Mr. Chuck Stonehill walked over from next door and told me he found a tackle-box, a bullet, and a rubber by the picnic table in the backyard under the palm tree between our rusting beach trailers.
The streets of Memphis’ town had been orange groves when he was a boy. He remembered as, one by one, the groves were bulldozed to make room for neighborhoods, for the people from up north, finally tired of the long winters, to settle into their respiratory diseases and neurological disorders.
It’s peak season and all the snowbirds are here, trying to escape the horror of the outside, for the last few weeks the smell of decayed ocean life has fallen like a curtain of death.
The Rusalki wait outside my window every night. White lips, grotesque smiles, green hair streaming with silver fish and lily pads. It’s like being in an aquarium. The Rusalki point and jeer through the glass. They tap on the frosted panes with icicle fingernails.
Days passed and I feared she would sleep forever. That the hospital had put her under a sleeping curse. I told Anne my theory that some doctors were witches, some were fairy godmothers...
“Your prepper’s pantry will be the building block of your family’s survival system,” the page begins. “Have you read our guide, ‘37 Items to Hoard Before a Crisis’? If so, the list below of essentials to stockpile will likely be familiar to you.” Martha has not read the guide, and she’s no stranger to crisis.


◆ What to produce ◆
All entries are to be given again verbatim.

◆ Provided information ◆
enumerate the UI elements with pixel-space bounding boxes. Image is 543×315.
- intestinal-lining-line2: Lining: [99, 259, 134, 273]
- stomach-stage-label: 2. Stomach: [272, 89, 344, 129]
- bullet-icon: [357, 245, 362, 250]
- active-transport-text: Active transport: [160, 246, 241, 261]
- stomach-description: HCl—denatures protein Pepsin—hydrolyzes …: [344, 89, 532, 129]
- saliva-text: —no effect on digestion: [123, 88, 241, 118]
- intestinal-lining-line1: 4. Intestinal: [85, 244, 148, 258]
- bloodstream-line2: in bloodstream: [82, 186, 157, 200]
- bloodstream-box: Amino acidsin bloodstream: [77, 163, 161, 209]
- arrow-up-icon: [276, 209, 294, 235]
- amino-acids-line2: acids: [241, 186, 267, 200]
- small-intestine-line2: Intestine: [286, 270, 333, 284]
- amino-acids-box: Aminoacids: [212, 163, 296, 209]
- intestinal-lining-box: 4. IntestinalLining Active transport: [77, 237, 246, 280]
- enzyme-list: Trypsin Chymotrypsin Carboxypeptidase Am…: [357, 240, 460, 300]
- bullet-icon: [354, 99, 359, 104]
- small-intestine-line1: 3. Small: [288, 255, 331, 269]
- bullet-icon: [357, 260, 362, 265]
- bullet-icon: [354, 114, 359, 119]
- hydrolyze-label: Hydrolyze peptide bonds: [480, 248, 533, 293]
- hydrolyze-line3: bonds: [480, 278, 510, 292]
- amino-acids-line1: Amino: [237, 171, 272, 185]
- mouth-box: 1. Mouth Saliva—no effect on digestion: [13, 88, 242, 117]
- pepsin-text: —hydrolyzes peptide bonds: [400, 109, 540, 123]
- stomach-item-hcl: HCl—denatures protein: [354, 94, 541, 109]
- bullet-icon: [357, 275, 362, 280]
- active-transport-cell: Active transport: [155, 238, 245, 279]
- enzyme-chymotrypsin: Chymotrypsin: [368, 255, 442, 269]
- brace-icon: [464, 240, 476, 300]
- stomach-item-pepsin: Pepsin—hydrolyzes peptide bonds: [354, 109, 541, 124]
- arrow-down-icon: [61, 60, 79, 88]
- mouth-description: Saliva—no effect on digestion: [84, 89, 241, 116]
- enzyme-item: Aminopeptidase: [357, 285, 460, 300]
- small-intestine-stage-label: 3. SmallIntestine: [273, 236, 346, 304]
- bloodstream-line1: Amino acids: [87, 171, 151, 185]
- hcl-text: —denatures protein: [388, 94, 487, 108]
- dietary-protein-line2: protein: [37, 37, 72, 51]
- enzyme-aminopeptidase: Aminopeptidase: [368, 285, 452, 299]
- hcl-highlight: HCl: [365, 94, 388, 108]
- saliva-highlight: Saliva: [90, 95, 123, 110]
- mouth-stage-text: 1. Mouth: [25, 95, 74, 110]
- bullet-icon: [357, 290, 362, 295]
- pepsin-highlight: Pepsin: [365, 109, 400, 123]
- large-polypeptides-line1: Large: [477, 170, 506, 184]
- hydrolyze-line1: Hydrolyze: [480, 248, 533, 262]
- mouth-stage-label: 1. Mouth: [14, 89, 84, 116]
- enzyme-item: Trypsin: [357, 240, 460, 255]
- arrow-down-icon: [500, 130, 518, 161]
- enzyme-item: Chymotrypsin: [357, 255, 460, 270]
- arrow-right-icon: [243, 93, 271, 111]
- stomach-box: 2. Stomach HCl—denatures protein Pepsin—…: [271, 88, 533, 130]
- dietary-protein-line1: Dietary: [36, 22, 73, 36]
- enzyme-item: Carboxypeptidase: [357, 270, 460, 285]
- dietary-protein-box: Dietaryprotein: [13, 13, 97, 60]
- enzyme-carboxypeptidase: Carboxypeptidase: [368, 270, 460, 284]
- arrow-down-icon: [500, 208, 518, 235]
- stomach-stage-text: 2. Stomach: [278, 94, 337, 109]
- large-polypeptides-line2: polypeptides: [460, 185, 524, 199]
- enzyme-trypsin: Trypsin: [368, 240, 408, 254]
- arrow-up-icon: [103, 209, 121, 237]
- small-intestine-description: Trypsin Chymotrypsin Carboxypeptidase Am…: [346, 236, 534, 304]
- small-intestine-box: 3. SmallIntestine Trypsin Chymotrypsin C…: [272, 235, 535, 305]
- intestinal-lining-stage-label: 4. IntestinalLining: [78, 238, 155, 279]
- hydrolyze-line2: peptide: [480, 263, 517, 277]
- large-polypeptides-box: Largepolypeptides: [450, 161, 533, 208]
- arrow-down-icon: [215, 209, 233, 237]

◆ Solution ◆
enumerate the UI elements with pixel-space bounding boxes. Image is 543×315.
- intestinal-lining-line2: Lining: [99, 259, 134, 273]
- stomach-stage-label: 2. Stomach: [272, 89, 344, 129]
- bullet-icon: [357, 245, 362, 250]
- active-transport-text: Active transport: [160, 246, 241, 261]
- stomach-description: HCl—denatures protein Pepsin—hydrolyzes …: [344, 89, 532, 129]
- saliva-text: —no effect on digestion: [123, 88, 241, 118]
- intestinal-lining-line1: 4. Intestinal: [85, 244, 148, 258]
- bloodstream-line2: in bloodstream: [82, 186, 157, 200]
- bloodstream-box: Amino acidsin bloodstream: [77, 163, 161, 209]
- arrow-up-icon: [276, 209, 294, 235]
- amino-acids-line2: acids: [241, 186, 267, 200]
- small-intestine-line2: Intestine: [286, 270, 333, 284]
- amino-acids-box: Aminoacids: [212, 163, 296, 209]
- intestinal-lining-box: 4. IntestinalLining Active transport: [77, 237, 246, 280]
- enzyme-list: Trypsin Chymotrypsin Carboxypeptidase Am…: [357, 240, 460, 300]
- bullet-icon: [354, 99, 359, 104]
- small-intestine-line1: 3. Small: [288, 255, 331, 269]
- bullet-icon: [357, 260, 362, 265]
- bullet-icon: [354, 114, 359, 119]
- hydrolyze-label: Hydrolyze peptide bonds: [480, 248, 533, 293]
- hydrolyze-line3: bonds: [480, 278, 510, 292]
- amino-acids-line1: Amino: [237, 171, 272, 185]
- mouth-box: 1. Mouth Saliva—no effect on digestion: [13, 88, 242, 117]
- pepsin-text: —hydrolyzes peptide bonds: [400, 109, 540, 123]
- stomach-item-hcl: HCl—denatures protein: [354, 94, 541, 109]
- bullet-icon: [357, 275, 362, 280]
- active-transport-cell: Active transport: [155, 238, 245, 279]
- enzyme-chymotrypsin: Chymotrypsin: [368, 255, 442, 269]
- brace-icon: [464, 240, 476, 300]
- stomach-item-pepsin: Pepsin—hydrolyzes peptide bonds: [354, 109, 541, 124]
- arrow-down-icon: [61, 60, 79, 88]
- mouth-description: Saliva—no effect on digestion: [84, 89, 241, 116]
- enzyme-item: Aminopeptidase: [357, 285, 460, 300]
- small-intestine-stage-label: 3. SmallIntestine: [273, 236, 346, 304]
- bloodstream-line1: Amino acids: [87, 171, 151, 185]
- hcl-text: —denatures protein: [388, 94, 487, 108]
- dietary-protein-line2: protein: [37, 37, 72, 51]
- enzyme-aminopeptidase: Aminopeptidase: [368, 285, 452, 299]
- hcl-highlight: HCl: [365, 94, 388, 108]
- saliva-highlight: Saliva: [90, 95, 123, 110]
- mouth-stage-text: 1. Mouth: [25, 95, 74, 110]
- bullet-icon: [357, 290, 362, 295]
- pepsin-highlight: Pepsin: [365, 109, 400, 123]
- large-polypeptides-line1: Large: [477, 170, 506, 184]
- hydrolyze-line1: Hydrolyze: [480, 248, 533, 262]
- mouth-stage-label: 1. Mouth: [14, 89, 84, 116]
- enzyme-item: Trypsin: [357, 240, 460, 255]
- arrow-down-icon: [500, 130, 518, 161]
- enzyme-item: Chymotrypsin: [357, 255, 460, 270]
- arrow-right-icon: [243, 93, 271, 111]
- stomach-box: 2. Stomach HCl—denatures protein Pepsin—…: [271, 88, 533, 130]
- dietary-protein-line1: Dietary: [36, 22, 73, 36]
- enzyme-item: Carboxypeptidase: [357, 270, 460, 285]
- dietary-protein-box: Dietaryprotein: [13, 13, 97, 60]
- enzyme-carboxypeptidase: Carboxypeptidase: [368, 270, 460, 284]
- arrow-down-icon: [500, 208, 518, 235]
- stomach-stage-text: 2. Stomach: [278, 94, 337, 109]
- large-polypeptides-line2: polypeptides: [460, 185, 524, 199]
- enzyme-trypsin: Trypsin: [368, 240, 408, 254]
- arrow-up-icon: [103, 209, 121, 237]
- small-intestine-description: Trypsin Chymotrypsin Carboxypeptidase Am…: [346, 236, 534, 304]
- small-intestine-box: 3. SmallIntestine Trypsin Chymotrypsin C…: [272, 235, 535, 305]
- intestinal-lining-stage-label: 4. IntestinalLining: [78, 238, 155, 279]
- hydrolyze-line2: peptide: [480, 263, 517, 277]
- large-polypeptides-box: Largepolypeptides: [450, 161, 533, 208]
- arrow-down-icon: [215, 209, 233, 237]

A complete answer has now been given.